In the past two days, I’ve received no less than five emails asking me if I’ve seen this article (I have now … thanks to each of you!). Apparently my research interests have been made pretty explicit at this point.
In any case, I was reminded of a couple of impromptu lessons I created that I’d like to share briefly, related to new media and its application within the classroom.
Google Image Search & Assumptions about Success
After a brief writing exercise in which students projected and wrote about their lives ten years in the future, we took to the Internet. As students described the careers they are interested in pursuing – doctor, lawyer, architect, astronomer, engineer, etc. – we typed each word into Google’s image search*. For the most part, the search results didn’t surprise – predominantly white, male faces showed up as the top results. (Try this, if you haven’t already.) As a class, we talked about what the search represented and why it was one that didn’t reflect our class and community demographics. The lesson was a place to continue our application of fancy words like “hegemony” and “counter-narrative” and to think about how this image search could be changed in the future.
I haven’t written this out yet, but I think a next step for us will be to simulate an aggregate search within the classroom on post-it notes. I need to tweak this, but perhaps it will be similar to an analog game like Go Fish or even Pictionary. I think if we can replicate a model where the faces of success look like the ones in our classroom, we can think more critically about applying the experience to the larger world.
* A student – based on his own “experiments” – warned me not to image search “nurse.” I appreciated his candor, but think that – in the future – that search will be ripe for discussion about gender stereotypes and sexual objectification.
Photographing an Argument
The next assignment was just as simple. Students needed to email or text me a photo they took somewhere in their neighborhood. They would then use the photo to construct an essay-length argument about their community. By the following week, students shared their photos in small groups and then hosted a class-wide curated slide show. (My students took all of the photos in this post in and around our school.)
Again, the assignment itself isn’t novel. However, I found it impressive how – other than a few students that didn’t adhere to the deadline and subsequently borrowed my classroom camera to snap shots around the school – the majority of the students were able to quickly text or email me their photos on time. That our school’s wireless network is faulty or not open to student access, that many students don’t own computers, and the many other concerns that educators have with technology didn’t stand in the way of students taking carefully constructed photos and getting them to me in a way that could be easily shared and projected. Further, if you haven’t been snapping photos on your phone lately, you’d be impressed with the quality. And hearing students discuss the angles, lighting, color, and compositional features of their pictures was also promising. Did mobile media revolutionize my curriculum? No. It did, however, validate the skills and abilities my students had and helped bridge them toward standards-aligned instruction.
A Few Summative Thoughts
Going back to the article that kick started this post, I guess my larger concern with mobile media isn’t if students are cheating or abusing their phone privileges. Instead, I’m interested in student positioning and understanding of the mobile device and of themselves as authors and creators. As we inevitably move toward the eventual acceptance of phones in the classroom, it will be useful for us to construct a foundation on which students can think responsibly about media and their role in consuming and creating it. This may sound like I’m either spewing abstract hogwash or stating the obvious to some, depending on where you stand on the tech debate. I’ll be piloting this theoretical foundation within my classroom later this year, with activities and texts ranging from cell phone ”Freeze Tag” (for lack of a better name) to diving into the words of Bruno Latour. Of course suggestions are always considered and appreciated.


EXERCISE GOAL
Would you transcribe the whole listing exactly and drop its images?

GIVEN ENTRIES
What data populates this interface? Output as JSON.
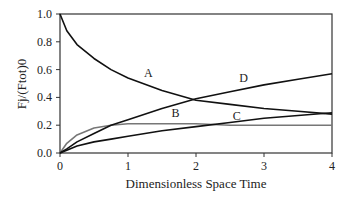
{
  "chart_data": {
    "type": "line",
    "title": "",
    "xlabel": "Dimensionless Space Time",
    "ylabel": "Fj/(Ftot)0",
    "xlim": [
      0,
      4
    ],
    "ylim": [
      0,
      1.0
    ],
    "x_ticks": [
      "0",
      "1",
      "2",
      "3",
      "4"
    ],
    "y_ticks": [
      "0.0",
      "0.2",
      "0.4",
      "0.6",
      "0.8",
      "1.0"
    ],
    "grid": false,
    "x": [
      0,
      0.1,
      0.25,
      0.5,
      0.75,
      1,
      1.5,
      2,
      2.5,
      3,
      3.5,
      4
    ],
    "series": [
      {
        "name": "A",
        "color": "#111111",
        "values": [
          1.0,
          0.88,
          0.78,
          0.68,
          0.6,
          0.54,
          0.45,
          0.38,
          0.35,
          0.32,
          0.3,
          0.28
        ]
      },
      {
        "name": "B",
        "color": "#777777",
        "values": [
          0.0,
          0.07,
          0.13,
          0.18,
          0.2,
          0.21,
          0.21,
          0.21,
          0.2,
          0.2,
          0.2,
          0.2
        ]
      },
      {
        "name": "C",
        "color": "#111111",
        "values": [
          0.0,
          0.02,
          0.05,
          0.08,
          0.1,
          0.12,
          0.16,
          0.19,
          0.22,
          0.25,
          0.27,
          0.29
        ]
      },
      {
        "name": "D",
        "color": "#111111",
        "values": [
          0.0,
          0.03,
          0.08,
          0.14,
          0.2,
          0.24,
          0.32,
          0.39,
          0.44,
          0.49,
          0.53,
          0.57
        ]
      }
    ],
    "annotations": [
      {
        "text": "A",
        "x": 1.3,
        "y": 0.55
      },
      {
        "text": "B",
        "x": 1.7,
        "y": 0.26
      },
      {
        "text": "C",
        "x": 2.6,
        "y": 0.24
      },
      {
        "text": "D",
        "x": 2.7,
        "y": 0.51
      }
    ]
  }
}
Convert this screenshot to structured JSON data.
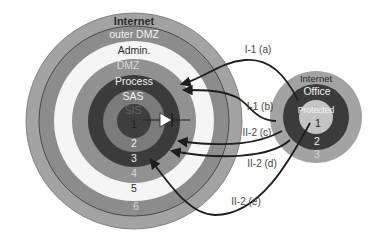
{
  "diagram": {
    "type": "nested-zone-rings",
    "colors": {
      "background": "#ffffff",
      "arrow": "#1e1e1e"
    },
    "main_zones": {
      "name": "plant-network",
      "rings": [
        {
          "label": "Internet",
          "level": "",
          "fill": "#a3a3a3",
          "text_color": "#2a2a2a"
        },
        {
          "label": "outer DMZ",
          "level": "6",
          "fill": "#8c8c8c",
          "text_color": "#eeeeee"
        },
        {
          "label": "Admin.",
          "level": "5",
          "fill": "#f5f5f5",
          "text_color": "#2a2a2a"
        },
        {
          "label": "DMZ",
          "level": "4",
          "fill": "#919191",
          "text_color": "#eeeeee"
        },
        {
          "label": "Process",
          "level": "3",
          "fill": "#3b3b3b",
          "text_color": "#eeeeee"
        },
        {
          "label": "SAS",
          "level": "2",
          "fill": "#7b7b7b",
          "text_color": "#eeeeee"
        },
        {
          "label": "SIS",
          "level": "1",
          "fill": "#3e3e3e",
          "text_color": "#6a6a6a"
        }
      ]
    },
    "remote_zones": {
      "name": "office-network",
      "rings": [
        {
          "label": "Internet",
          "level": "",
          "fill": "#a3a3a3",
          "text_color": "#2a2a2a"
        },
        {
          "label": "Office",
          "level": "3",
          "fill": "#3b3b3b",
          "text_color": "#eeeeee"
        },
        {
          "label": "Protected",
          "level": "2",
          "fill": "#3b3b3b",
          "text_color": "#eeeeee"
        },
        {
          "label": "",
          "level": "1",
          "fill": "#c4c4c4",
          "text_color": "#2a2a2a"
        }
      ],
      "office_label": "Office",
      "protected_label": "Protected",
      "level_labels": [
        "1",
        "2",
        "3"
      ]
    },
    "flows": [
      {
        "id": "I-1 (a)",
        "from": "Office",
        "to": "Process"
      },
      {
        "id": "I-1 (b)",
        "from": "Protected",
        "to": "Process"
      },
      {
        "id": "II-2 (c)",
        "from": "Office",
        "to": "SAS 2"
      },
      {
        "id": "II-2 (d)",
        "from": "Office",
        "to": "Process 3"
      },
      {
        "id": "II-2 (e)",
        "from": "Protected 1",
        "to": "Process 3"
      }
    ],
    "center_marker": "one-way-diode-arrow"
  }
}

OUTPUT FOR THIS EXERCISE
What data populates this interface? Output as JSON.
{
  "chart_data": {
    "type": "line",
    "title": "",
    "xlabel": "Dimensionless Space Time",
    "ylabel": "Fj/(Ftot)0",
    "xlim": [
      0,
      4
    ],
    "ylim": [
      0,
      1.0
    ],
    "x_ticks": [
      "0",
      "1",
      "2",
      "3",
      "4"
    ],
    "y_ticks": [
      "0.0",
      "0.2",
      "0.4",
      "0.6",
      "0.8",
      "1.0"
    ],
    "grid": false,
    "x": [
      0,
      0.1,
      0.25,
      0.5,
      0.75,
      1,
      1.5,
      2,
      2.5,
      3,
      3.5,
      4
    ],
    "series": [
      {
        "name": "A",
        "color": "#111111",
        "values": [
          1.0,
          0.88,
          0.78,
          0.68,
          0.6,
          0.54,
          0.45,
          0.38,
          0.35,
          0.32,
          0.3,
          0.28
        ]
      },
      {
        "name": "B",
        "color": "#777777",
        "values": [
          0.0,
          0.07,
          0.13,
          0.18,
          0.2,
          0.21,
          0.21,
          0.21,
          0.2,
          0.2,
          0.2,
          0.2
        ]
      },
      {
        "name": "C",
        "color": "#111111",
        "values": [
          0.0,
          0.02,
          0.05,
          0.08,
          0.1,
          0.12,
          0.16,
          0.19,
          0.22,
          0.25,
          0.27,
          0.29
        ]
      },
      {
        "name": "D",
        "color": "#111111",
        "values": [
          0.0,
          0.03,
          0.08,
          0.14,
          0.2,
          0.24,
          0.32,
          0.39,
          0.44,
          0.49,
          0.53,
          0.57
        ]
      }
    ],
    "annotations": [
      {
        "text": "A",
        "x": 1.3,
        "y": 0.55
      },
      {
        "text": "B",
        "x": 1.7,
        "y": 0.26
      },
      {
        "text": "C",
        "x": 2.6,
        "y": 0.24
      },
      {
        "text": "D",
        "x": 2.7,
        "y": 0.51
      }
    ]
  }
}
Convert this screenshot to structured JSON data.
{
  "diagram": {
    "type": "nested-zone-rings",
    "colors": {
      "background": "#ffffff",
      "arrow": "#1e1e1e"
    },
    "main_zones": {
      "name": "plant-network",
      "rings": [
        {
          "label": "Internet",
          "level": "",
          "fill": "#a3a3a3",
          "text_color": "#2a2a2a"
        },
        {
          "label": "outer DMZ",
          "level": "6",
          "fill": "#8c8c8c",
          "text_color": "#eeeeee"
        },
        {
          "label": "Admin.",
          "level": "5",
          "fill": "#f5f5f5",
          "text_color": "#2a2a2a"
        },
        {
          "label": "DMZ",
          "level": "4",
          "fill": "#919191",
          "text_color": "#eeeeee"
        },
        {
          "label": "Process",
          "level": "3",
          "fill": "#3b3b3b",
          "text_color": "#eeeeee"
        },
        {
          "label": "SAS",
          "level": "2",
          "fill": "#7b7b7b",
          "text_color": "#eeeeee"
        },
        {
          "label": "SIS",
          "level": "1",
          "fill": "#3e3e3e",
          "text_color": "#6a6a6a"
        }
      ]
    },
    "remote_zones": {
      "name": "office-network",
      "rings": [
        {
          "label": "Internet",
          "level": "",
          "fill": "#a3a3a3",
          "text_color": "#2a2a2a"
        },
        {
          "label": "Office",
          "level": "3",
          "fill": "#3b3b3b",
          "text_color": "#eeeeee"
        },
        {
          "label": "Protected",
          "level": "2",
          "fill": "#3b3b3b",
          "text_color": "#eeeeee"
        },
        {
          "label": "",
          "level": "1",
          "fill": "#c4c4c4",
          "text_color": "#2a2a2a"
        }
      ],
      "office_label": "Office",
      "protected_label": "Protected",
      "level_labels": [
        "1",
        "2",
        "3"
      ]
    },
    "flows": [
      {
        "id": "I-1 (a)",
        "from": "Office",
        "to": "Process"
      },
      {
        "id": "I-1 (b)",
        "from": "Protected",
        "to": "Process"
      },
      {
        "id": "II-2 (c)",
        "from": "Office",
        "to": "SAS 2"
      },
      {
        "id": "II-2 (d)",
        "from": "Office",
        "to": "Process 3"
      },
      {
        "id": "II-2 (e)",
        "from": "Protected 1",
        "to": "Process 3"
      }
    ],
    "center_marker": "one-way-diode-arrow"
  }
}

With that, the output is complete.